Member Book Review: What We Talk About When We Talk About Anne Frank–Nathan Englander

What We Talk About When We Talk About Anne Frank by Nathan Englander

Nathan Englander’s new collection of short stories, What We Talk About When We Talk About Anne Frank, was published in February, 2012. Englander grew up in an Orthodox Jewish New York home, but his adulthood led him on a secular path. In an interview with Book Browse, he said, “If it weren’t for fear of God’s instantaneous and violent retribution, I’d declare myself an atheist.”  Nevertheless, among his talents is the ability to make Judaism, the Holocaust, faith, loss of faith, family, love, and growing up in and out of religion both heartbreaking and hilarious. As a religious person myself, I am deeply moved by these characters’ struggles with and embracing of cultural and spiritual traditions. The title story in particular is a trifle of one-time pot-smoking adults until it’s very much not, and packs a gut punch in the last lines. I also loved “Free Fruit for Young Widows” and “Sister Hills” for similar reasons, and for their settings in Israel and Palestine. “Camp Sundown” is a darkly comic tale of old people at a leisure summer camp until it takes a turn that illustrates some profound and deep wounds. Overall this collection is incredibly strong.

I also greatly admire Englander’s beautiful prose, like this from “Everything I Know About My Family on My Mother’s Side” about locating dead relatives in a cemetery: “When you find your star and see the toasted-sand warmness of the name, you feel, in the strangest way, as if you’re being received as much as you’re there to pay tribute.”

If it’s frowned-upon to “trade” on the Holocaust, as some criticism of his stories seems to imply, I give Englander credit here for its every mention looming large over every character, and sometimes informing their actions in very meaningful ways.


### Work item:
Every record must reappear in the answer exactly as given.

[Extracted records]
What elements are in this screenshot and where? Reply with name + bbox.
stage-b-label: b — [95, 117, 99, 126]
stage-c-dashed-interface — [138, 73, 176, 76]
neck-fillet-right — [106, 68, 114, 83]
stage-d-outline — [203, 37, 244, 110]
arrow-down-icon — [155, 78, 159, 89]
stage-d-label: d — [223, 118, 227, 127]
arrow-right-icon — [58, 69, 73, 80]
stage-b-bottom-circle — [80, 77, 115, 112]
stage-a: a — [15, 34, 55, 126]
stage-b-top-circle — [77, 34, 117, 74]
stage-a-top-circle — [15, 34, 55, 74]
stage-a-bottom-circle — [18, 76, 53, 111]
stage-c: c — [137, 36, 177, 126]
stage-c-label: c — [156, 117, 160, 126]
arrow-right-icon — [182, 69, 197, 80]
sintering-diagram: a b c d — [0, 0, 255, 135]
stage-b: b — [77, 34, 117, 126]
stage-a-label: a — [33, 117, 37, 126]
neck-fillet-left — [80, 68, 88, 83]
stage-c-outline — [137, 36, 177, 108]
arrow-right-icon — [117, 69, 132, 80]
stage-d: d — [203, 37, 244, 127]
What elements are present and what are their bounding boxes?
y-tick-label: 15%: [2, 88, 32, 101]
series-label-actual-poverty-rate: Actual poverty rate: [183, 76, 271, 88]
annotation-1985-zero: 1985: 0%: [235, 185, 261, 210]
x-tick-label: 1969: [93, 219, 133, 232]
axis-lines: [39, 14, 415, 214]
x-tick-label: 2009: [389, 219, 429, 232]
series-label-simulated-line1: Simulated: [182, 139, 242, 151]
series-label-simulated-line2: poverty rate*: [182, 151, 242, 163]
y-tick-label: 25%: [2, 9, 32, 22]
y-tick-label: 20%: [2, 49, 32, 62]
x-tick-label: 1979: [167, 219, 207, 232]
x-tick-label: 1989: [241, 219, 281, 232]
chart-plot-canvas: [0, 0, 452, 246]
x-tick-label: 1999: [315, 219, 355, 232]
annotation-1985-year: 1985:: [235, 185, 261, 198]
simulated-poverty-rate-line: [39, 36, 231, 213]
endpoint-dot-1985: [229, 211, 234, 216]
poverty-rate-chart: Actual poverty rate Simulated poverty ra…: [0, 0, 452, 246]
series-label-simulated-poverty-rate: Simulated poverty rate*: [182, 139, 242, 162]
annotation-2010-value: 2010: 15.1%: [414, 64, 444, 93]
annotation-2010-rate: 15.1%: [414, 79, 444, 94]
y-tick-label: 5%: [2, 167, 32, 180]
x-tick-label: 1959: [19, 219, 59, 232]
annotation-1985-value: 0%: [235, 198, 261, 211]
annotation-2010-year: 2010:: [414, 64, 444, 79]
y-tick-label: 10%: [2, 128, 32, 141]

### Answer for this exercise:
What elements are in this screenshot and where? Reply with name + bbox.
stage-b-label: b — [95, 117, 99, 126]
stage-c-dashed-interface — [138, 73, 176, 76]
neck-fillet-right — [106, 68, 114, 83]
stage-d-outline — [203, 37, 244, 110]
arrow-down-icon — [155, 78, 159, 89]
stage-d-label: d — [223, 118, 227, 127]
arrow-right-icon — [58, 69, 73, 80]
stage-b-bottom-circle — [80, 77, 115, 112]
stage-a: a — [15, 34, 55, 126]
stage-b-top-circle — [77, 34, 117, 74]
stage-a-top-circle — [15, 34, 55, 74]
stage-a-bottom-circle — [18, 76, 53, 111]
stage-c: c — [137, 36, 177, 126]
stage-c-label: c — [156, 117, 160, 126]
arrow-right-icon — [182, 69, 197, 80]
sintering-diagram: a b c d — [0, 0, 255, 135]
stage-b: b — [77, 34, 117, 126]
stage-a-label: a — [33, 117, 37, 126]
neck-fillet-left — [80, 68, 88, 83]
stage-c-outline — [137, 36, 177, 108]
arrow-right-icon — [117, 69, 132, 80]
stage-d: d — [203, 37, 244, 127]
What elements are present and what are their bounding boxes?
y-tick-label: 15%: [2, 88, 32, 101]
series-label-actual-poverty-rate: Actual poverty rate: [183, 76, 271, 88]
annotation-1985-zero: 1985: 0%: [235, 185, 261, 210]
x-tick-label: 1969: [93, 219, 133, 232]
axis-lines: [39, 14, 415, 214]
x-tick-label: 2009: [389, 219, 429, 232]
series-label-simulated-line1: Simulated: [182, 139, 242, 151]
series-label-simulated-line2: poverty rate*: [182, 151, 242, 163]
y-tick-label: 25%: [2, 9, 32, 22]
y-tick-label: 20%: [2, 49, 32, 62]
x-tick-label: 1979: [167, 219, 207, 232]
x-tick-label: 1989: [241, 219, 281, 232]
chart-plot-canvas: [0, 0, 452, 246]
x-tick-label: 1999: [315, 219, 355, 232]
annotation-1985-year: 1985:: [235, 185, 261, 198]
simulated-poverty-rate-line: [39, 36, 231, 213]
endpoint-dot-1985: [229, 211, 234, 216]
poverty-rate-chart: Actual poverty rate Simulated poverty ra…: [0, 0, 452, 246]
series-label-simulated-poverty-rate: Simulated poverty rate*: [182, 139, 242, 162]
annotation-2010-value: 2010: 15.1%: [414, 64, 444, 93]
annotation-2010-rate: 15.1%: [414, 79, 444, 94]
y-tick-label: 5%: [2, 167, 32, 180]
x-tick-label: 1959: [19, 219, 59, 232]
annotation-1985-value: 0%: [235, 198, 261, 211]
annotation-2010-year: 2010:: [414, 64, 444, 79]
y-tick-label: 10%: [2, 128, 32, 141]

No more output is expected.